Star jockey Angela Jones goes from the Queensland outback to the Group 1 big smoke of the Tatt's Tiara
She was the little kid who grew up in outback Queensland, thinking the Melbourne Cup was Australia's only horse race.
On Saturday at Eagle Farm, the jockey who was raised on a cattle and grain property about 100km from Clermont can ride her first Group 1 winner and also pass the magical mark of 100 wins for the season.
The Angela Jones story is quite extraordinary.
'When I was a kid, I knew what the Melbourne Cup was but I didn't know that there was races all year,' Jones said.
'My parents had no real knowledge about racing and neither did I.
'We would watch the Melbourne Cup once a year, I would get excited a couple of weeks out thinking I could watch the horses on TV and I thought that was cool.
'We would have the TV channel on racing for half an hour once a year and that was about it.
'I was home schooled up until I was about 15 or 16 so I had pretty flexible school hours.
'I would get up pretty early and I can remember sometimes being finished with my schoolwork by 9am.
'Then the rest of the day I would be following Dad around with whatever he was doing.'
Jones is one of an ever-increasing group of female riders taking Australia by storm.
She has never had a better chance to soar into racing's Group 1 club than she will have riding Tony Gollan's winning machine mare Floozie at Eagle Farm on Saturday.
Jones has won four straight on Floozie since the mare came north from Victoria and she is fighting out favouritism in the Group 1 Tatt's Tiara, the final Group 1 of the Australian racing season.
If it wasn't for Jones' determination and drive to be a jockey when she was young, she would have ended up in another profession.
Parents Jason and Julie had no racing background and they assumed it was a passing fad when their girl wanted to explore the possibility of being a jockey.
'When I got into it Dad was of the opinion that it wasn't a career, it was something I was just mucking around with,' Jones recalls.
'My parents did say they wanted me to go to university and I was like 'I will do a gap year', because I didn't really want to go to uni.
'Even when I got into racing, I guess Mum and Dad just thought I was going to uni at some point.
'To begin with, it was like 'when are you going to get a real job and go and get a career?'
'But I told Mum that being a jockey was what I really wanted to do.
'She knows how stubborn I am so she was supportive a bit earlier, she could see it was what I was going to do anyway.
'Dad probably didn't get into it initially, he probably didn't get on board until a few of his mates started talking to him about it.'
Jones went to boarding school in Charters Towers and made friends with the family of local trainer Robert Kirkwood.

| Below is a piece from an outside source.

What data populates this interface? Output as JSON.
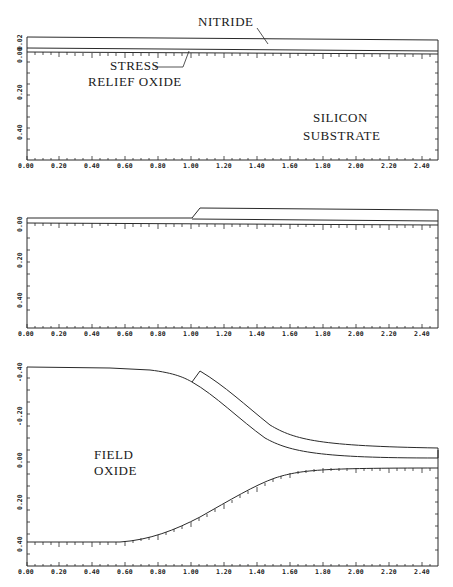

Robert's wife Sally is a horse instructor and it helped further the racing passion of the young Jones.
But she still had little idea of the path towards trying to become a professional jockey.
There was a pivotal moment one day when she went to watch the races at Charters Towers.
'I went to the local races and I ran into (former jockey and apprentice mentor) Shane Scriven,' Jones said.
'I said to him, 'can I be an apprentice?'
'I just had the idea that whatever I did, I wanted to give myself the best opportunity to do the best I could.
'I had a sister in Toowoomba, so I asked if Toowoomba was a good place to start.
'As a kid, I thought I wanted to grow up and do something with horses.
'Racing seemed pretty cool but it didn't seem to be something I would be able to do.
'I just didn't know anyone that did it or how to get into it.
'But it all really started to happen from that chat with Shane.'
Jones is known for being as calm as a millpond and she has approached the week of her big Group 1 opportunity in the same way as any other week.
It may be because she still has to pinch herself that she gets the chance to ride horses for a living.
'I will just treat the Tatt's Tiara like it is any other race,' Jones said.
'For me, it all started with a connection with horses.
'I was just happy that I got a job with horses, which was always my dream.
'I'm just happy being out there and I guess I forget about a lot of other things when I get on a horse.
'If you get to a point where you are trying too hard, you can over think things and make the wrong decisions.'
Apart from hoping that Floozie elevates her into the Group 1 club, Jones can tick off another major milestone at Eagle Farm on Saturday.
She currently sits on 99.5 winners (including a half point for a dead heat) in the Australian jockeys' premiership this season.